Open Class Day

All the schools in Japan have a very interesting phenomenon called Open Class Day (in some schools it is a whole week). Open Class Day happens several times a year in every Japanese school and it is a time when the school doors are open to the public, and the public can come in and go wherever, whenever, they please.

The teachers here are, not surprisingly, a bit nervous about Open Class Day. After all, there are parents, prospective parents, community members, and official board of education staff, roaming the hallways. These visitors walk around, stopping to watch and listen as teachers do their jobs, and the school goes about its normal, daily business.

I taught two classes on Open Class Day which gathered an audience. My first class had four or five people watching, although none of them were brave enough to actually enter my classrom. Instead, they huddled in the doorways and watched through the windows. During my second class, two people came into my classroom and sat through the entire thing. Several others walked past, watching parts of my lesson before moving on to other classrooms.

At first, it did make me nervous. But then, I really thought about why that was the case. After all, I have been teaching for quite a while now. I am comfortable and confident in the classroom, usually. My lesson was well-planned and the activity was good. I was prepared to engage the students and make them work hard. There was no reason to be nervous.

Also, there was a pretty good chance that most of the people watching wouldn’t speak much English anyway. It woudl be almost impossible for them to judge the merits of my lesson, when they weren’t able to understand it. But that’s beside the point.

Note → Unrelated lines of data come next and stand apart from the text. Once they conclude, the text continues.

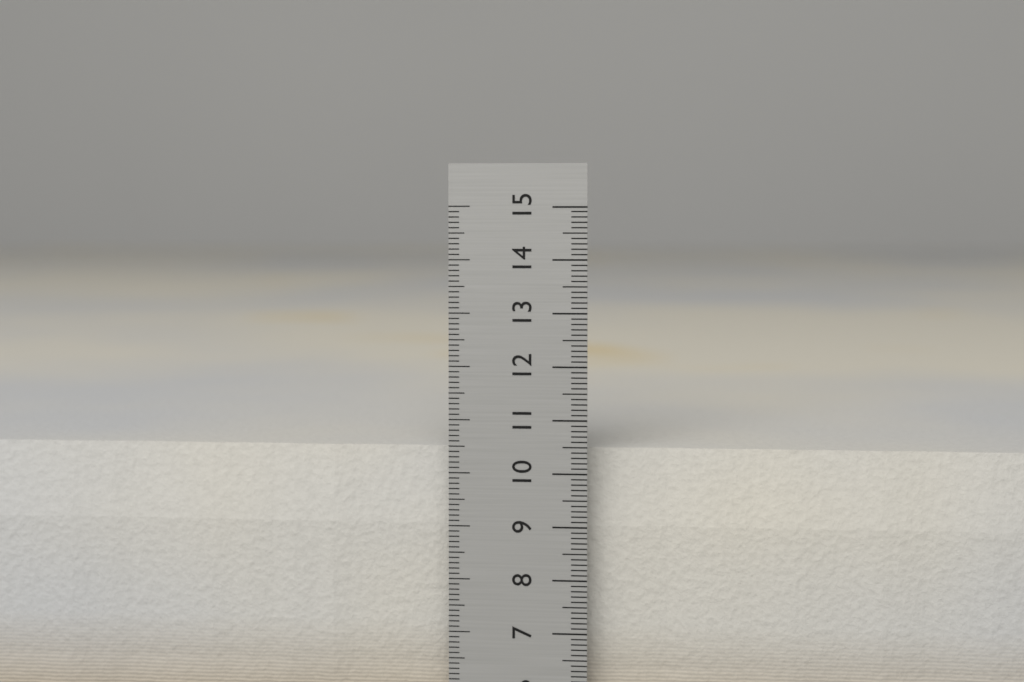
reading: 10.4 cm
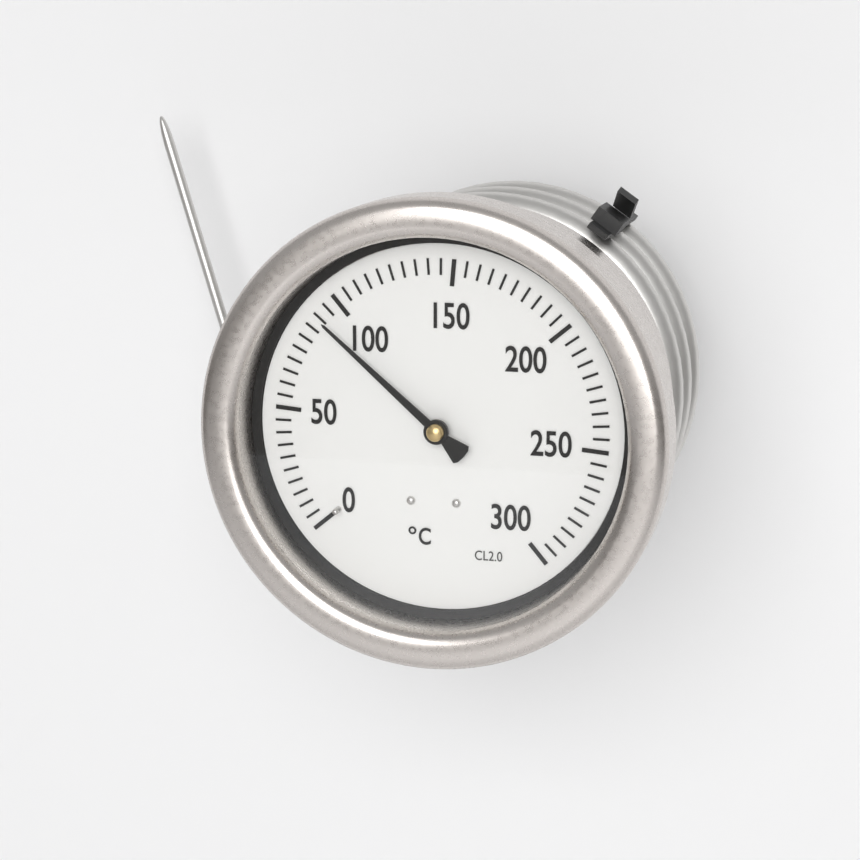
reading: 90 °C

Eventually, I started focusing less on the visitors and more on my students. After all, they are the ones I am truly working for. And I delivered the lesson as I would have if there wasn’t anyone else there. And, it went just fine.

Actually, I think that Open Class Day/Week is a remarkable idea. Unlike Open House in America, which generally takes place after school hours. Open Class Day gives schools an opportunity to show parents and other community members what the daily life of the school is like. It gives teachers an opportunity to show the parents and community how hard they work. What they do each and every day in their job.

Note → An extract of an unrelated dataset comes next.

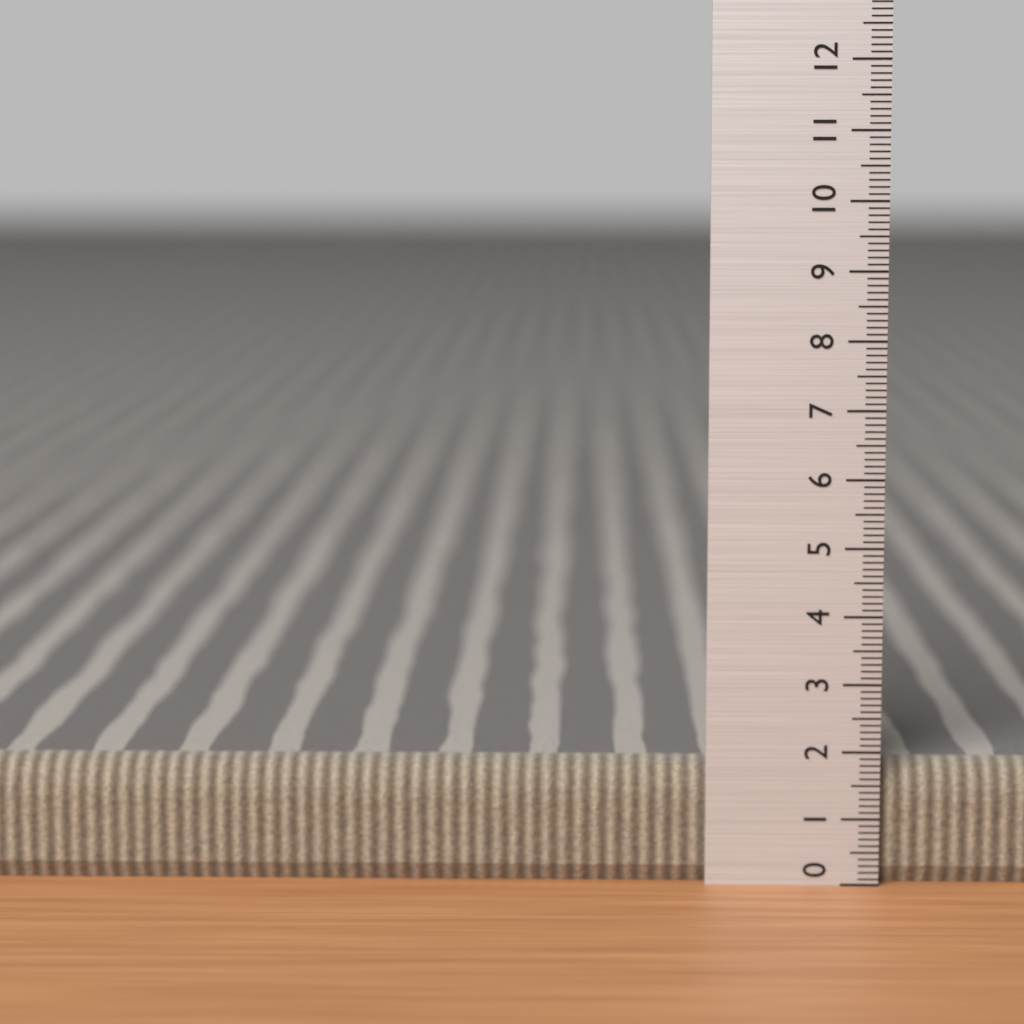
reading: 1.8 (no unit)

The community can see, first hand, the quality of education that the students are receiving, the condition of the facilities, and the behavior of the students. Having a chance for the doors to be opened takes the mystery out of what happens inside the classroom each day. It helps parents understand what their students do in school, even if they ask their child each day what they did and the child says “nothing” in response.

Not only does Open Class Day take the mystery out of education (I have never understood why it is kept a mystery anyways), it is also a remarkable way to create accountability for all parties involved, without a lot of messy bureaucracy.

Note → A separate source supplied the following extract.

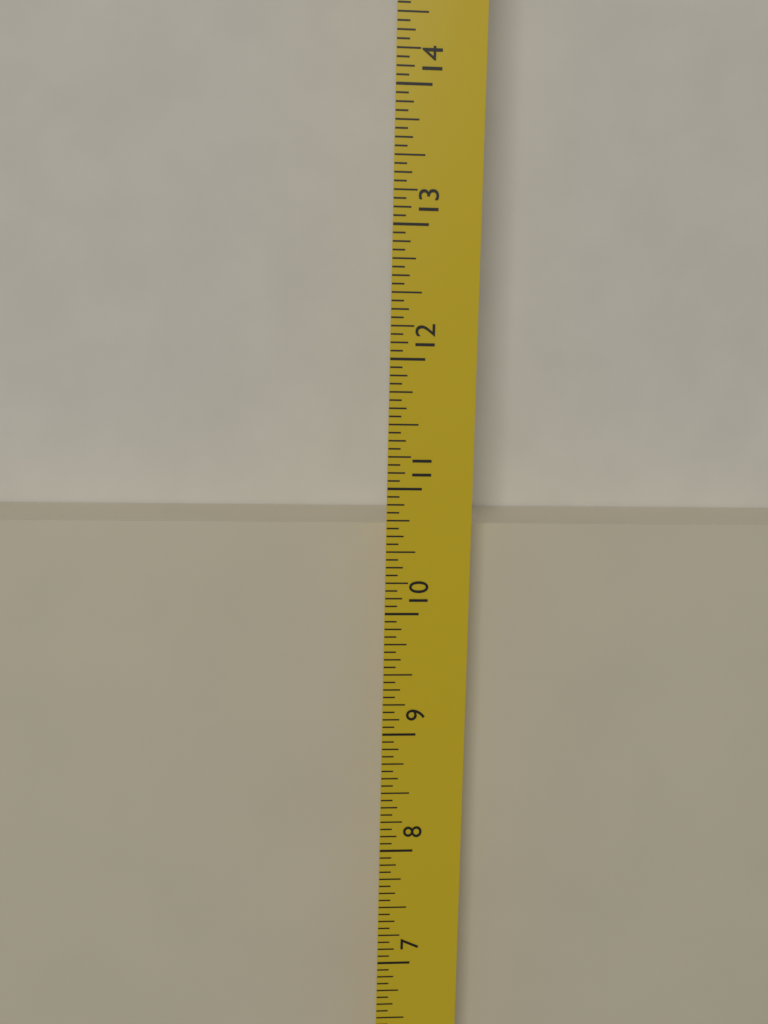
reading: 10.6250 in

In America, when politicians and schools talk about getting more accountability into the system, they often propose logistically difficult means of creating and imposing accountability. (High stakes testing being one particularly wretched plan to create accountability, but that is a whole other rant) When, really, there are many more simple, cost-effective means of doing so. If we want teachers, and students, to be more accountable to the public, why not let the public in?

Holding an open class day/week wouldn’t simply create accountability for teachers. It would help create accountability for all parts of the education machine. Administrators would be held accountable for the condition of the building, the facilities that students and teachers inhabit each and everyday. Students would be accountable for their behavior. Teachers would be accountable for their teaching, their behavior management, and their professionalism.

Good schools, and good teachers, would have absolutely nothing to worry about. The schools that were not so good, on the other hand, would not fair quite as well. And perhaps that is a good thing.

I would imagine that if many schools had to open their doors to the public, I have some Chicago Public Schools in mind as I am writing this, many members of the public would be outraged if they saw what really happens, on an ordinary day, inside those buildings.

And perhaps, that outrage would lead to some sort of change. After all, change is what is needed to fix a system that is failing. And in the case of many American schools, the system is failing the students, the staff, and the community.

Posted on Thursday, November 8th, 2007 at 1:27 pm. You can follow any responses to this entry through the RSS 2.0 feed. You can leave a response, or trackback from your own site.

4 Responses to “Open Class Day”

  1. Jill-san says:

    Man, too bad we weren’t there for Open Class Day!

    American schools can’t be failing–we have No Child Left Behind!

    I personally don’t understand how our leaders can say that education is fine and this No Child Left Behind stuff works, all while we see that our schools don’t compare to other countries, etc. It’s frustrating, and I really don’t understand what’s going on (or not going on) in America today.

  2. MOM says:

    What a wonderfully simple solution to accountability and involvement. Even entering a school here is forbidding. ALL VISITORS MUST REGISTER AT THE OFFICE. and then pass the metal detectors. Not exactly an experience to seek out. Too bad. Things can’t change if they aren’t seen.

  3. danielle says:

    Jill,

    Yeah, it would have been neat for you to be able to come in during open class day. You barely missed it by a week. Aaron’s school had it as well.

    No Child Left Behind, don’t even get me started, because then I may never stop.

    It really is a sad thing that we think that a piece of legislation can fix a problem that is so deeply rooted. So typical though for Americans to want a simple, quick, easy fix.

  4. danielle says:

    Virginia,

    I hand’t even thought about how this solution would also increase parent involvement. I remember how much complaining was done during grad school, and my teaching in CPS, about the lack of parental involvement. But now, come to think of it, we don’t make it easy for parents to get involved, do we?

    You made a good point about what parents have to do just to enter the school building – go through security, sign in at the office, and at my school in Chicago their identification had to be photocopied. Who would want to go through the hassle and frustration just to see the teacher? To some degree, I understand the need to maintain security and protect staff and students, but I think we have maybe gone too far.

    But also, if the school is that uninviting and unwelcoming for parents, imagine how it is for the students. They have to go everyday to these, sometimes cold and unfriendly, buildings where they are supposed to learn and grow. Sounds like an almost impossible task for some.